I've been able to get out and test drive the car. Went on around a 30 mile drive least week and other than some tuning needing to be addressed the car drove well. Stopped for ice cream to prove it's still a street mod class legal car. With the temperature around 75 it barely went over 170 cruising with the cooling system changes.
I had also swapped out exh gaskets to remflex after pulling the driver's side header to take care of the steering shaft rub.
Then while the garage was open I took care of oil changes and maintenance on the daily and more importantly my truck so it'll be ready to tow to Blackhawk this week. Noticed a rub on the lower radiator hose that could have been bad news and re secured it away from the steering link.
Once the Cutlass was back in the shop I needed to get the accusump hooked back up. I wasn't happy with the way I routed the hose last year and tried to find a better solution. After a lot of trial and error fits I figured out a route that gives way more clearance to the header, not touching the bell housing and keeps the line tucked up to the floor. Plus I could install the line before the sandwich plate went on so it's actually tight. Track side install last year was lots of not getting things ideally tight and compromise on routing.
Thursday night the new coilovers for the rear showed up! Viking Crusader double adjustable with "GP" valving to match the front. I went with a 250lbs spring as a starter with 300lbs as spares for possible need once aero and going 3 link come into play.
They installed right in place of the old shocked without any extra work. When I did all the chassis stiffening I had plated and braced the upper mount and the lowers I fabricated for the 9" so they're plenty strong to handle the spring loads already.
With the major chassis changes over the winter I reset the rear control arms to as close to level as I could. This is the uppers in the 2" raised chassis side I made last year and the lowers at the 1-3/4" drop hole on the axle side. Lowers are still slightly up to the front. Uppers look very close to level. This should be a pretty neutral rear steer position to baseline from.
Saturday I was able to go test at Black River Motorsports Park ( which finally got their land use permit last week and can now hold events). I was sharing the afternoon with a couple drift cars which worked out to take turns as I spent several outings just getting the brakes figured out. I've only had a couple sessions at Road America on these Hawk dct60 pads and it took some figuring out. I'm not particularly impressed with them. They're weak and horrible pedal feel until up to temp then they were so aggressive that I had near immediate lock up. Had to make a massive bias adjustment just to get the tears working on par and minimize lock up. The Wilwood BP-30 was a way more friction linear compound and easier to modulate. Backordered until next year where I've looked despite online claims of in stock or only a couple weeks out...
I was also figuring out what shock settings to have as my baseline. I was paying close attention to the travel and increasing resistance until the compression under cornering and slalom was about an inch from the bumpstop front and rear. At this point the car would push/understeer past a certain steering input or on transition. Increasing the rear stiffness reduces the push back to a neutral handling car. Ended the day with a decent baseline and plenty of room for shock adjustments further.
Before going home I had a short list of small thing that needed addressing. Some bolt were working loose, as the suspension settled I had to adjust the ride height a little and I gained significant toe out somewhere along the lines. Fixed all this on Sunday morning.
Overall first impression is that I'm happy I didn't create myself a basket case. The splined swaybar setup keeps the car very flat in turns, the new suspension geometry seems to be less upset by movement near the limits and the softer sprung coilovers are handling rough surfaces and bumps much better. The steering is quick and predictable with a little more effort needed than before. But there is some slop at center and one side of the cylinder is leaking a little (used rack after all, but it's completely rebuild able). With the slightly faster ratio getting my arms crossed up finds a point where it it too much steering angle to maintain grip but shock adjustments were helping with that. The rear now hooks up really well. I can tell the car is lacking rotation from the significant rear steer before but there's so much more drive off corner. This may or may not help in autocross situations but should be better on the road course.
Testing was on last year's end but of season tires and without aero. I'm attempting to get the mechanical grip sorted before aero and new sticky tires. I intend to bring the tires to Blackhawk but not the aero. Probably swap tires at some point during the weekend and get a scrub session on them, then feel out the difference before Midwest Fest in a few weeks.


■ What is being asked: All of the entries need to be repeated exactly. Leave nothing out.

*** Data provided ***

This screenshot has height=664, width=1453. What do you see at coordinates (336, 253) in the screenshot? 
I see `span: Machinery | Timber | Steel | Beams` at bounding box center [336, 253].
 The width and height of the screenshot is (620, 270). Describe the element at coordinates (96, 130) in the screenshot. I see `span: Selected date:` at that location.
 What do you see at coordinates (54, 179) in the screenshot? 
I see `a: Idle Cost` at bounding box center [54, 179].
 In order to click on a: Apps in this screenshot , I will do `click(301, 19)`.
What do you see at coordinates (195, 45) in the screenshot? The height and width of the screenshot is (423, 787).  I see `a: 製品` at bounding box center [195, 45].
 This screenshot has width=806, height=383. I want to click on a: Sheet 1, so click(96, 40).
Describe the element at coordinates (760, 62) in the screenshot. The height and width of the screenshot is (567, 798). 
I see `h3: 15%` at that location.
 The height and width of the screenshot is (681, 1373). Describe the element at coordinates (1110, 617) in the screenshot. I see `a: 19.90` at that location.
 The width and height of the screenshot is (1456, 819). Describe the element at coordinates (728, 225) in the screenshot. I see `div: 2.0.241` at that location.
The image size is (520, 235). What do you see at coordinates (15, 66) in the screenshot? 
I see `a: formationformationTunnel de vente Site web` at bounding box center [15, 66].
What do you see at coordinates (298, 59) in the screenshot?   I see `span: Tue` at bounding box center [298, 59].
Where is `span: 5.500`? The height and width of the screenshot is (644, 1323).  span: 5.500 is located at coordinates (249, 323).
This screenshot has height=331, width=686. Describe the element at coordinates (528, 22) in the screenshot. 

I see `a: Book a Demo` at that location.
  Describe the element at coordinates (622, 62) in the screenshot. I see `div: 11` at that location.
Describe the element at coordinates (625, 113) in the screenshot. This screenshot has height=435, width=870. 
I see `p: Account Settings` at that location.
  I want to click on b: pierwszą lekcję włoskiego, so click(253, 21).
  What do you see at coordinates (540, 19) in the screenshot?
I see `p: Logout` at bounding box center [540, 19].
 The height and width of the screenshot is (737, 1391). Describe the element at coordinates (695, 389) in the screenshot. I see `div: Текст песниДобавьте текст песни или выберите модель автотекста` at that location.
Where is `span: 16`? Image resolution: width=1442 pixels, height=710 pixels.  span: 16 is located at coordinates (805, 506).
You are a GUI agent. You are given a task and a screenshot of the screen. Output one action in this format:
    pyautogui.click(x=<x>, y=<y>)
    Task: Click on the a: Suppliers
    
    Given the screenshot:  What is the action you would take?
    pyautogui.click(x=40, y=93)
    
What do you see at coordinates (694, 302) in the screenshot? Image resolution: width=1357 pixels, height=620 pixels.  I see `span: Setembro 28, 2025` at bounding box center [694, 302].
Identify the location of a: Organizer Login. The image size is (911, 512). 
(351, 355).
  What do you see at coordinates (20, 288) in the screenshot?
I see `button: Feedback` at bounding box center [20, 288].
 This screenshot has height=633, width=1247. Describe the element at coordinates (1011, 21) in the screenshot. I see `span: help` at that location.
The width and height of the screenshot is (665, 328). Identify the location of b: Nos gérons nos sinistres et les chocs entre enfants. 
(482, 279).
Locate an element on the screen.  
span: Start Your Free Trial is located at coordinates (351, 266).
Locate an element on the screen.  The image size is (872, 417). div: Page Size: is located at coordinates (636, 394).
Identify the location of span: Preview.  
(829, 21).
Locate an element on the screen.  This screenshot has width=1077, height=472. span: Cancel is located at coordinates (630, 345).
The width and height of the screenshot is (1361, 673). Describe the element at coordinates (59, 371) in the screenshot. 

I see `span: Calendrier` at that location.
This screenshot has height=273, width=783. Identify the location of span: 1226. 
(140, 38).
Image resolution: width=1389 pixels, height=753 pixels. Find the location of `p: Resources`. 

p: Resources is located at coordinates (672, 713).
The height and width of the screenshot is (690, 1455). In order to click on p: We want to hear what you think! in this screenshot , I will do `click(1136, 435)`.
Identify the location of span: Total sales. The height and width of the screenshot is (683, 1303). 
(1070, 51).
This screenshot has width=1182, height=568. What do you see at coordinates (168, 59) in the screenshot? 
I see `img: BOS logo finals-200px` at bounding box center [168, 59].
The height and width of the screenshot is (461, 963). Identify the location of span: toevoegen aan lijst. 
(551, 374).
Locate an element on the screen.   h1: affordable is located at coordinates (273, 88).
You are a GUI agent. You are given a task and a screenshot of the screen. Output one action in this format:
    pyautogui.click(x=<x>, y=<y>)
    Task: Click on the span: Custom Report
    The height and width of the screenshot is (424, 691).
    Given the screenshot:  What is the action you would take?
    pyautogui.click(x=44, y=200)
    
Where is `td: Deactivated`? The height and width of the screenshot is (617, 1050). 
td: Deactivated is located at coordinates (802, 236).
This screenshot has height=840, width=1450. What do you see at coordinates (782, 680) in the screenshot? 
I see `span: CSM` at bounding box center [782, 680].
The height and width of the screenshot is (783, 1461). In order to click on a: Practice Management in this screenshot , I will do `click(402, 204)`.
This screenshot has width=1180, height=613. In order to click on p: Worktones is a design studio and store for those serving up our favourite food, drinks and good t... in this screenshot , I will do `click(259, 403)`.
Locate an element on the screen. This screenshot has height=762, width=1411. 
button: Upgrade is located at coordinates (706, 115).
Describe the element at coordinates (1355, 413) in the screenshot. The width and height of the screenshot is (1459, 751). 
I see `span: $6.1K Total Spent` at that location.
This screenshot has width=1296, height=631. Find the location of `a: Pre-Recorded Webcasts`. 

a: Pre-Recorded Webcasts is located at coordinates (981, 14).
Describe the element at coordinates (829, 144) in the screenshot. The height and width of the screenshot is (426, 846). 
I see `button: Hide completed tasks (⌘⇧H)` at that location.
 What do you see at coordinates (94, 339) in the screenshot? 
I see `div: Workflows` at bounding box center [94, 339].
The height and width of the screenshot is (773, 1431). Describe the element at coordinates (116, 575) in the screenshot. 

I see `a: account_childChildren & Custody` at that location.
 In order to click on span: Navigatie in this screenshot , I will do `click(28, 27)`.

***

■ Response:
This screenshot has height=664, width=1453. What do you see at coordinates (336, 253) in the screenshot? 
I see `span: Machinery | Timber | Steel | Beams` at bounding box center [336, 253].
 The width and height of the screenshot is (620, 270). Describe the element at coordinates (96, 130) in the screenshot. I see `span: Selected date:` at that location.
 What do you see at coordinates (54, 179) in the screenshot? 
I see `a: Idle Cost` at bounding box center [54, 179].
 In order to click on a: Apps in this screenshot , I will do `click(301, 19)`.
What do you see at coordinates (195, 45) in the screenshot? The height and width of the screenshot is (423, 787).  I see `a: 製品` at bounding box center [195, 45].
 This screenshot has width=806, height=383. I want to click on a: Sheet 1, so click(96, 40).
Describe the element at coordinates (760, 62) in the screenshot. The height and width of the screenshot is (567, 798). 
I see `h3: 15%` at that location.
 The height and width of the screenshot is (681, 1373). Describe the element at coordinates (1110, 617) in the screenshot. I see `a: 19.90` at that location.
 The width and height of the screenshot is (1456, 819). Describe the element at coordinates (728, 225) in the screenshot. I see `div: 2.0.241` at that location.
The image size is (520, 235). What do you see at coordinates (15, 66) in the screenshot? 
I see `a: formationformationTunnel de vente Site web` at bounding box center [15, 66].
What do you see at coordinates (298, 59) in the screenshot?   I see `span: Tue` at bounding box center [298, 59].
Where is `span: 5.500`? The height and width of the screenshot is (644, 1323).  span: 5.500 is located at coordinates (249, 323).
This screenshot has height=331, width=686. Describe the element at coordinates (528, 22) in the screenshot. 

I see `a: Book a Demo` at that location.
  Describe the element at coordinates (622, 62) in the screenshot. I see `div: 11` at that location.
Describe the element at coordinates (625, 113) in the screenshot. This screenshot has height=435, width=870. 
I see `p: Account Settings` at that location.
  I want to click on b: pierwszą lekcję włoskiego, so click(253, 21).
  What do you see at coordinates (540, 19) in the screenshot?
I see `p: Logout` at bounding box center [540, 19].
 The height and width of the screenshot is (737, 1391). Describe the element at coordinates (695, 389) in the screenshot. I see `div: Текст песниДобавьте текст песни или выберите модель автотекста` at that location.
Where is `span: 16`? Image resolution: width=1442 pixels, height=710 pixels.  span: 16 is located at coordinates (805, 506).
You are a GUI agent. You are given a task and a screenshot of the screen. Output one action in this format:
    pyautogui.click(x=<x>, y=<y>)
    Task: Click on the a: Suppliers
    
    Given the screenshot:  What is the action you would take?
    pyautogui.click(x=40, y=93)
    
What do you see at coordinates (694, 302) in the screenshot? Image resolution: width=1357 pixels, height=620 pixels.  I see `span: Setembro 28, 2025` at bounding box center [694, 302].
Identify the location of a: Organizer Login. The image size is (911, 512). 
(351, 355).
  What do you see at coordinates (20, 288) in the screenshot?
I see `button: Feedback` at bounding box center [20, 288].
 This screenshot has height=633, width=1247. Describe the element at coordinates (1011, 21) in the screenshot. I see `span: help` at that location.
The width and height of the screenshot is (665, 328). Identify the location of b: Nos gérons nos sinistres et les chocs entre enfants. 
(482, 279).
Locate an element on the screen.  
span: Start Your Free Trial is located at coordinates (351, 266).
Locate an element on the screen.  The image size is (872, 417). div: Page Size: is located at coordinates (636, 394).
Identify the location of span: Preview.  
(829, 21).
Locate an element on the screen.  This screenshot has width=1077, height=472. span: Cancel is located at coordinates (630, 345).
The width and height of the screenshot is (1361, 673). Describe the element at coordinates (59, 371) in the screenshot. 

I see `span: Calendrier` at that location.
This screenshot has height=273, width=783. Identify the location of span: 1226. 
(140, 38).
Image resolution: width=1389 pixels, height=753 pixels. Find the location of `p: Resources`. 

p: Resources is located at coordinates (672, 713).
The height and width of the screenshot is (690, 1455). In order to click on p: We want to hear what you think! in this screenshot , I will do `click(1136, 435)`.
Identify the location of span: Total sales. The height and width of the screenshot is (683, 1303). 
(1070, 51).
This screenshot has width=1182, height=568. What do you see at coordinates (168, 59) in the screenshot? 
I see `img: BOS logo finals-200px` at bounding box center [168, 59].
The height and width of the screenshot is (461, 963). Identify the location of span: toevoegen aan lijst. 
(551, 374).
Locate an element on the screen.   h1: affordable is located at coordinates (273, 88).
You are a GUI agent. You are given a task and a screenshot of the screen. Output one action in this format:
    pyautogui.click(x=<x>, y=<y>)
    Task: Click on the span: Custom Report
    The height and width of the screenshot is (424, 691).
    Given the screenshot:  What is the action you would take?
    pyautogui.click(x=44, y=200)
    
Where is `td: Deactivated`? The height and width of the screenshot is (617, 1050). 
td: Deactivated is located at coordinates (802, 236).
This screenshot has height=840, width=1450. What do you see at coordinates (782, 680) in the screenshot? 
I see `span: CSM` at bounding box center [782, 680].
The height and width of the screenshot is (783, 1461). In order to click on a: Practice Management in this screenshot , I will do `click(402, 204)`.
This screenshot has width=1180, height=613. In order to click on p: Worktones is a design studio and store for those serving up our favourite food, drinks and good t... in this screenshot , I will do `click(259, 403)`.
Locate an element on the screen. This screenshot has height=762, width=1411. 
button: Upgrade is located at coordinates (706, 115).
Describe the element at coordinates (1355, 413) in the screenshot. The width and height of the screenshot is (1459, 751). 
I see `span: $6.1K Total Spent` at that location.
This screenshot has width=1296, height=631. Find the location of `a: Pre-Recorded Webcasts`. 

a: Pre-Recorded Webcasts is located at coordinates (981, 14).
Describe the element at coordinates (829, 144) in the screenshot. The height and width of the screenshot is (426, 846). 
I see `button: Hide completed tasks (⌘⇧H)` at that location.
 What do you see at coordinates (94, 339) in the screenshot? 
I see `div: Workflows` at bounding box center [94, 339].
The height and width of the screenshot is (773, 1431). Describe the element at coordinates (116, 575) in the screenshot. 

I see `a: account_childChildren & Custody` at that location.
 In order to click on span: Navigatie in this screenshot , I will do `click(28, 27)`.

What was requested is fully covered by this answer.